The I-49 outer roads will be converted from the current one-way system back to the pre-1980 two-way traffic system between M-150 and Harry S. Truman drive.

I-49 outer roads to be converted back to two-way traffic system by 2023

“The corridor improvements will boost economic development, enhance circulation and promote multi-model transportation.”

By Tyler Schneider

At long last, Grandview residents were offered their first in-person look at the design plans for an upcoming $15-million economic development project centered around converting the I-49 outer roads from the current one-way system back to the pre-1980 two-way traffic system between M-150 and Harry S. Truman drive.

Project manager Tawn Nugent of Trekk Design Group was on-site at the View Community Center for the two-hour session as she and other members of her design team made themselves available to answer questions alongside detailed blueprints of the plans.

Phase I will include the west side outer roads while Phase II includes the east side. Construction on Phase began in June.

“The corridor improvements will boost economic development, enhance circulation and promote multi-model transportation,” Nugent said of the project’s key objectives. Radmacher Brothers Excavating collaborated with Trekk to submit the winning designs for the outer roads conversion

Construction on the west side outer roads will be underway this month and is expected to be completed by December 2021. Work on the east side outer roads will commence in October of this year and are set for a December 2022 completion date. Right of way acquisitions between Main Street and the east road are still ongoing and awaiting final approval from the state, but all other aspects of the design have been given the nod from state and federal officials. 

Grandview municipal leaders worked in close partnership with the Missouri Department of Transportation to make the project a reality. City communications manager Valarie Poindexter penned a detailed history of the project’s origins for the May 2021 issue of the Missouri Municipal Review, in which she listed two “firsts” that the conversion efforts represent. 

“It’s the first time any outer roads have been converted back to two-way traffic (statewide) and it is the transportation organization’s first federally funded, design-build project,” Poindexter noted. 

Motions to formalize any such conversion had been a topic of discussion amongst Grandview residents in some form or another for well over a decade, but it wasn’t until 2012 — when the federal government designated US-71 Highway to Interstate Route I-49 — that such talks were granted an added legitimacy in municipal policy discussions. In February 2013, the city launched an I-49/US-71 Sustainable Redevelopment Corridor Plan to look into the matter in greater detail. 

Grandview residents view the designs for the I-49 outer roads conversion. Photo credit City of Grandview

A series of community workshops brought residential concerns like bicycle safety to the table as the project gained steam in the years that followed. During that time, the city worked with MoDot to secure a total of $12 million in federal and state grant funding towards the efforts. As part of the deal, the city itself will match $3 million towards the project using municipal funds generated from the transportation sales tax. When the project is completed by the year 2023, Grandview will take on full ownership for the outer roads. 

As the project kicks off this summer, the specifics behind ramp merge and diverge locations along the frontage roads will be evaluated in greater detail, in an effort to minimize weaving from I-49 to development driveways and cross streets along the route.

In conjunction with Grandview’s efforts, MoDOT has also already completed a new set of bridges spanning I-49 that are complete with sidewalks. Additional sidewalks along the outer roads will also be implemented as the project unfolds, though additional details in that area have yet to be finalized.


• What is needed
Copy all the records exactly, but keep the pictures out of your version.

[Entries from a visual dataset]
----------------------------------------
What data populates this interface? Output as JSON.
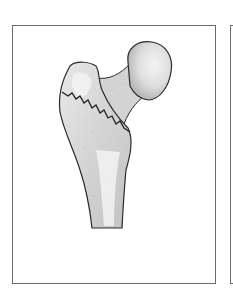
{
  "figure": {
    "panels": [
      {
        "id": "main",
        "description": "proximal femur with intertrochanteric fracture line"
      },
      {
        "id": "next",
        "description": "edge of adjacent panel (cropped)"
      }
    ],
    "colors": {
      "background": "#ffffff",
      "frame": "#6b6b6b",
      "bone_fill": "#d9d9d9",
      "bone_highlight": "#f2f2f2",
      "outline": "#2a2a2a"
    }
  }
}
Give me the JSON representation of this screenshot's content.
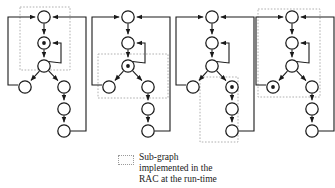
{
  "figure": {
    "type": "diagram",
    "node_radius": 6.2,
    "marker_radius": 1.9,
    "stroke_color": "#1a1a1a",
    "node_fill": "#ffffff",
    "subgraph_box_color": "#b0b0b0",
    "graphs": [
      {
        "id": "graph-1",
        "origin_x": 8,
        "origin_y": 6,
        "marked_node": "n2",
        "box": {
          "x": 20,
          "y": 7,
          "w": 50,
          "h": 63
        },
        "nodes": [
          {
            "id": "n1",
            "x": 44,
            "y": 17
          },
          {
            "id": "n2",
            "x": 44,
            "y": 43
          },
          {
            "id": "n3",
            "x": 44,
            "y": 66
          },
          {
            "id": "n4",
            "x": 25,
            "y": 87
          },
          {
            "id": "n5",
            "x": 64,
            "y": 87
          },
          {
            "id": "n6",
            "x": 64,
            "y": 109
          },
          {
            "id": "n7",
            "x": 64,
            "y": 131
          }
        ]
      },
      {
        "id": "graph-2",
        "origin_x": 92,
        "origin_y": 6,
        "marked_node": "n3",
        "box": {
          "x": 98,
          "y": 54,
          "w": 70,
          "h": 44
        },
        "nodes": [
          {
            "id": "n1",
            "x": 128,
            "y": 17
          },
          {
            "id": "n2",
            "x": 128,
            "y": 43
          },
          {
            "id": "n3",
            "x": 128,
            "y": 66
          },
          {
            "id": "n4",
            "x": 109,
            "y": 87
          },
          {
            "id": "n5",
            "x": 148,
            "y": 87
          },
          {
            "id": "n6",
            "x": 148,
            "y": 109
          },
          {
            "id": "n7",
            "x": 148,
            "y": 131
          }
        ]
      },
      {
        "id": "graph-3",
        "origin_x": 176,
        "origin_y": 6,
        "marked_node": "n5",
        "box": {
          "x": 200,
          "y": 77,
          "w": 38,
          "h": 65
        },
        "nodes": [
          {
            "id": "n1",
            "x": 212,
            "y": 17
          },
          {
            "id": "n2",
            "x": 212,
            "y": 43
          },
          {
            "id": "n3",
            "x": 212,
            "y": 66
          },
          {
            "id": "n4",
            "x": 193,
            "y": 87
          },
          {
            "id": "n5",
            "x": 232,
            "y": 87
          },
          {
            "id": "n6",
            "x": 232,
            "y": 109
          },
          {
            "id": "n7",
            "x": 232,
            "y": 131
          }
        ]
      },
      {
        "id": "graph-4",
        "origin_x": 256,
        "origin_y": 6,
        "marked_node": "n4",
        "box": {
          "x": 258,
          "y": 9,
          "w": 62,
          "h": 88
        },
        "nodes": [
          {
            "id": "n1",
            "x": 292,
            "y": 17
          },
          {
            "id": "n2",
            "x": 292,
            "y": 43
          },
          {
            "id": "n3",
            "x": 292,
            "y": 66
          },
          {
            "id": "n4",
            "x": 273,
            "y": 87
          },
          {
            "id": "n5",
            "x": 312,
            "y": 87
          },
          {
            "id": "n6",
            "x": 312,
            "y": 109
          },
          {
            "id": "n7",
            "x": 312,
            "y": 131
          }
        ]
      }
    ]
  },
  "legend": {
    "swatch": "dotted-box-swatch",
    "text": "Sub-graph\nimplemented in the\nRAC at the run-time"
  }
}
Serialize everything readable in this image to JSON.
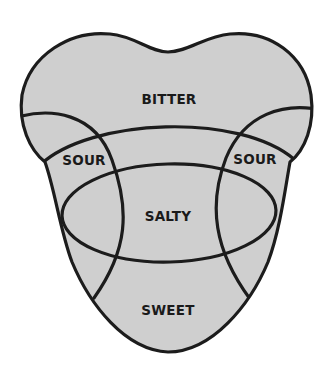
{
  "diagram": {
    "colors": {
      "fill": "#cfcfcf",
      "outline": "#1c1c1c",
      "label": "#1a1a1a",
      "background": "#ffffff"
    },
    "regions": [
      {
        "id": "bitter",
        "label": "BITTER",
        "x": 169,
        "y": 104
      },
      {
        "id": "sour-left",
        "label": "SOUR",
        "x": 84,
        "y": 165
      },
      {
        "id": "sour-right",
        "label": "SOUR",
        "x": 255,
        "y": 164
      },
      {
        "id": "salty",
        "label": "SALTY",
        "x": 168,
        "y": 221
      },
      {
        "id": "sweet",
        "label": "SWEET",
        "x": 168,
        "y": 315
      }
    ]
  }
}
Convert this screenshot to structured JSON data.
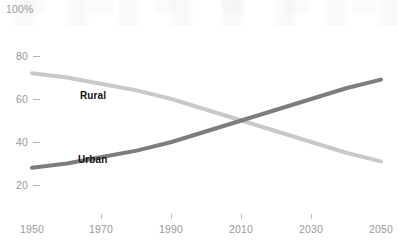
{
  "chart_data": {
    "type": "line",
    "title": "",
    "subtitle": "",
    "xlabel": "",
    "ylabel": "",
    "ylim": [
      0,
      100
    ],
    "xlim": [
      1950,
      2050
    ],
    "y_axis_top_label": "100%",
    "y_ticks": [
      80,
      60,
      40,
      20
    ],
    "y_tick_labels": [
      "80",
      "60",
      "40",
      "20"
    ],
    "x_ticks": [
      1950,
      1970,
      1990,
      2010,
      2030,
      2050
    ],
    "x_tick_labels": [
      "1950",
      "1970",
      "1990",
      "2010",
      "2030",
      "2050"
    ],
    "grid": false,
    "legend_position": "inline",
    "x": [
      1950,
      1960,
      1970,
      1980,
      1990,
      2000,
      2010,
      2020,
      2030,
      2040,
      2050
    ],
    "series": [
      {
        "name": "Rural",
        "label": "Rural",
        "color": "#c9c9c9",
        "values": [
          72,
          70,
          67,
          64,
          60,
          55,
          50,
          45,
          40,
          35,
          31
        ]
      },
      {
        "name": "Urban",
        "label": "Urban",
        "color": "#7d7d7d",
        "values": [
          28,
          30,
          33,
          36,
          40,
          45,
          50,
          55,
          60,
          65,
          69
        ]
      }
    ],
    "annotations": [
      {
        "text": "Rural",
        "x": 1972,
        "y": 62
      },
      {
        "text": "Urban",
        "x": 1971,
        "y": 35
      }
    ]
  },
  "axis": {
    "top_label": "100%",
    "y_labels": [
      "80",
      "60",
      "40",
      "20"
    ],
    "x_labels": [
      "1950",
      "1970",
      "1990",
      "2010",
      "2030",
      "2050"
    ]
  },
  "labels": {
    "rural": "Rural",
    "urban": "Urban"
  },
  "colors": {
    "rural_line": "#c9c9c9",
    "urban_line": "#7d7d7d",
    "axis_text": "#9a9a9a",
    "label_text": "#111111",
    "background": "#ffffff"
  }
}
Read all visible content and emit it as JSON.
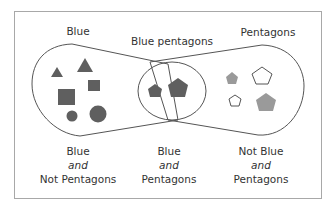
{
  "diagram": {
    "type": "venn",
    "colors": {
      "dark_fill": "#5f5f5f",
      "light_fill": "#9a9a9a",
      "outline": "#555555",
      "border": "#a8a8a8"
    },
    "set_labels": {
      "blue": "Blue",
      "intersection": "Blue pentagons",
      "pentagons": "Pentagons"
    },
    "region_captions": {
      "left": {
        "line1": "Blue",
        "line2": "and",
        "line3": "Not Pentagons"
      },
      "middle": {
        "line1": "Blue",
        "line2": "and",
        "line3": "Pentagons"
      },
      "right": {
        "line1": "Not Blue",
        "line2": "and",
        "line3": "Pentagons"
      }
    },
    "shapes": {
      "blue_only": [
        "small triangle",
        "large triangle",
        "large square",
        "small square",
        "small circle",
        "large circle"
      ],
      "blue_pentagons": [
        "small dark pentagon",
        "large dark pentagon"
      ],
      "pentagons_only": [
        "small gray pentagon",
        "large outline pentagon",
        "small outline pentagon",
        "large gray pentagon"
      ]
    }
  }
}
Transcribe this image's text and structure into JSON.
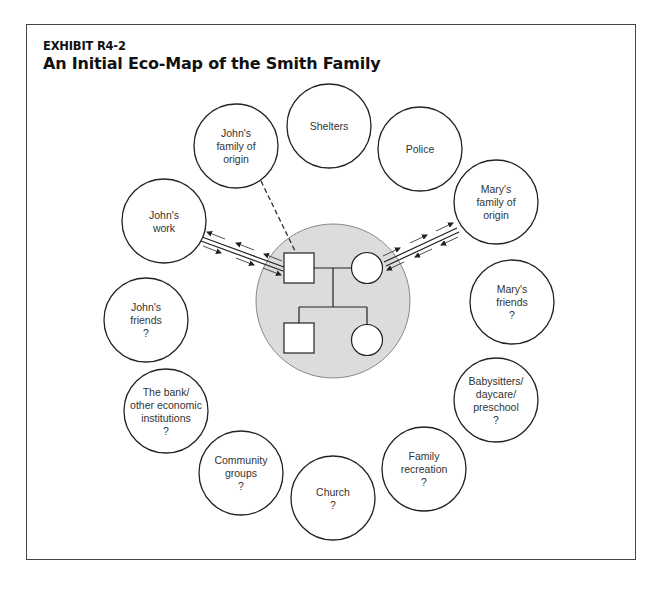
----------------------------------------
• Worked solution
What data populates this interface? Output as JSON.
{
  "figure": {
    "panels": [
      {
        "id": "main",
        "description": "proximal femur with intertrochanteric fracture line"
      },
      {
        "id": "next",
        "description": "edge of adjacent panel (cropped)"
      }
    ],
    "colors": {
      "background": "#ffffff",
      "frame": "#6b6b6b",
      "bone_fill": "#d9d9d9",
      "bone_highlight": "#f2f2f2",
      "outline": "#2a2a2a"
    }
  }
}
Give me the JSON representation of this screenshot's content.
{
  "figure": {
    "type": "diagram",
    "node_radius": 6.2,
    "marker_radius": 1.9,
    "stroke_color": "#1a1a1a",
    "node_fill": "#ffffff",
    "subgraph_box_color": "#b0b0b0",
    "graphs": [
      {
        "id": "graph-1",
        "origin_x": 8,
        "origin_y": 6,
        "marked_node": "n2",
        "box": {
          "x": 20,
          "y": 7,
          "w": 50,
          "h": 63
        },
        "nodes": [
          {
            "id": "n1",
            "x": 44,
            "y": 17
          },
          {
            "id": "n2",
            "x": 44,
            "y": 43
          },
          {
            "id": "n3",
            "x": 44,
            "y": 66
          },
          {
            "id": "n4",
            "x": 25,
            "y": 87
          },
          {
            "id": "n5",
            "x": 64,
            "y": 87
          },
          {
            "id": "n6",
            "x": 64,
            "y": 109
          },
          {
            "id": "n7",
            "x": 64,
            "y": 131
          }
        ]
      },
      {
        "id": "graph-2",
        "origin_x": 92,
        "origin_y": 6,
        "marked_node": "n3",
        "box": {
          "x": 98,
          "y": 54,
          "w": 70,
          "h": 44
        },
        "nodes": [
          {
            "id": "n1",
            "x": 128,
            "y": 17
          },
          {
            "id": "n2",
            "x": 128,
            "y": 43
          },
          {
            "id": "n3",
            "x": 128,
            "y": 66
          },
          {
            "id": "n4",
            "x": 109,
            "y": 87
          },
          {
            "id": "n5",
            "x": 148,
            "y": 87
          },
          {
            "id": "n6",
            "x": 148,
            "y": 109
          },
          {
            "id": "n7",
            "x": 148,
            "y": 131
          }
        ]
      },
      {
        "id": "graph-3",
        "origin_x": 176,
        "origin_y": 6,
        "marked_node": "n5",
        "box": {
          "x": 200,
          "y": 77,
          "w": 38,
          "h": 65
        },
        "nodes": [
          {
            "id": "n1",
            "x": 212,
            "y": 17
          },
          {
            "id": "n2",
            "x": 212,
            "y": 43
          },
          {
            "id": "n3",
            "x": 212,
            "y": 66
          },
          {
            "id": "n4",
            "x": 193,
            "y": 87
          },
          {
            "id": "n5",
            "x": 232,
            "y": 87
          },
          {
            "id": "n6",
            "x": 232,
            "y": 109
          },
          {
            "id": "n7",
            "x": 232,
            "y": 131
          }
        ]
      },
      {
        "id": "graph-4",
        "origin_x": 256,
        "origin_y": 6,
        "marked_node": "n4",
        "box": {
          "x": 258,
          "y": 9,
          "w": 62,
          "h": 88
        },
        "nodes": [
          {
            "id": "n1",
            "x": 292,
            "y": 17
          },
          {
            "id": "n2",
            "x": 292,
            "y": 43
          },
          {
            "id": "n3",
            "x": 292,
            "y": 66
          },
          {
            "id": "n4",
            "x": 273,
            "y": 87
          },
          {
            "id": "n5",
            "x": 312,
            "y": 87
          },
          {
            "id": "n6",
            "x": 312,
            "y": 109
          },
          {
            "id": "n7",
            "x": 312,
            "y": 131
          }
        ]
      }
    ]
  },
  "legend": {
    "swatch": "dotted-box-swatch",
    "text": "Sub-graph\nimplemented in the\nRAC at the run-time"
  }
}
Serialize everything readable in this image to JSON.
{
  "diagram": {
    "colors": {
      "fill": "#cfcfcf",
      "outline": "#1c1c1c",
      "label": "#1a1a1a",
      "background": "#ffffff"
    },
    "regions": [
      {
        "id": "bitter",
        "label": "BITTER",
        "x": 169,
        "y": 104
      },
      {
        "id": "sour-left",
        "label": "SOUR",
        "x": 84,
        "y": 165
      },
      {
        "id": "sour-right",
        "label": "SOUR",
        "x": 255,
        "y": 164
      },
      {
        "id": "salty",
        "label": "SALTY",
        "x": 168,
        "y": 221
      },
      {
        "id": "sweet",
        "label": "SWEET",
        "x": 168,
        "y": 315
      }
    ]
  }
}
Convert this screenshot to structured JSON data.
{
  "chart_data": {
    "type": "line",
    "title": "",
    "subtitle": "",
    "xlabel": "",
    "ylabel": "",
    "ylim": [
      0,
      100
    ],
    "xlim": [
      1950,
      2050
    ],
    "y_axis_top_label": "100%",
    "y_ticks": [
      80,
      60,
      40,
      20
    ],
    "y_tick_labels": [
      "80",
      "60",
      "40",
      "20"
    ],
    "x_ticks": [
      1950,
      1970,
      1990,
      2010,
      2030,
      2050
    ],
    "x_tick_labels": [
      "1950",
      "1970",
      "1990",
      "2010",
      "2030",
      "2050"
    ],
    "grid": false,
    "legend_position": "inline",
    "x": [
      1950,
      1960,
      1970,
      1980,
      1990,
      2000,
      2010,
      2020,
      2030,
      2040,
      2050
    ],
    "series": [
      {
        "name": "Rural",
        "label": "Rural",
        "color": "#c9c9c9",
        "values": [
          72,
          70,
          67,
          64,
          60,
          55,
          50,
          45,
          40,
          35,
          31
        ]
      },
      {
        "name": "Urban",
        "label": "Urban",
        "color": "#7d7d7d",
        "values": [
          28,
          30,
          33,
          36,
          40,
          45,
          50,
          55,
          60,
          65,
          69
        ]
      }
    ],
    "annotations": [
      {
        "text": "Rural",
        "x": 1972,
        "y": 62
      },
      {
        "text": "Urban",
        "x": 1971,
        "y": 35
      }
    ]
  },
  "axis": {
    "top_label": "100%",
    "y_labels": [
      "80",
      "60",
      "40",
      "20"
    ],
    "x_labels": [
      "1950",
      "1970",
      "1990",
      "2010",
      "2030",
      "2050"
    ]
  },
  "labels": {
    "rural": "Rural",
    "urban": "Urban"
  },
  "colors": {
    "rural_line": "#c9c9c9",
    "urban_line": "#7d7d7d",
    "axis_text": "#9a9a9a",
    "label_text": "#111111",
    "background": "#ffffff"
  }
}
Read all visible content and emit it as JSON.
{
  "diagram": {
    "type": "venn",
    "colors": {
      "dark_fill": "#5f5f5f",
      "light_fill": "#9a9a9a",
      "outline": "#555555",
      "border": "#a8a8a8"
    },
    "set_labels": {
      "blue": "Blue",
      "intersection": "Blue pentagons",
      "pentagons": "Pentagons"
    },
    "region_captions": {
      "left": {
        "line1": "Blue",
        "line2": "and",
        "line3": "Not Pentagons"
      },
      "middle": {
        "line1": "Blue",
        "line2": "and",
        "line3": "Pentagons"
      },
      "right": {
        "line1": "Not Blue",
        "line2": "and",
        "line3": "Pentagons"
      }
    },
    "shapes": {
      "blue_only": [
        "small triangle",
        "large triangle",
        "large square",
        "small square",
        "small circle",
        "large circle"
      ],
      "blue_pentagons": [
        "small dark pentagon",
        "large dark pentagon"
      ],
      "pentagons_only": [
        "small gray pentagon",
        "large outline pentagon",
        "small outline pentagon",
        "large gray pentagon"
      ]
    }
  }
}
Transcribe this image's text and structure into JSON.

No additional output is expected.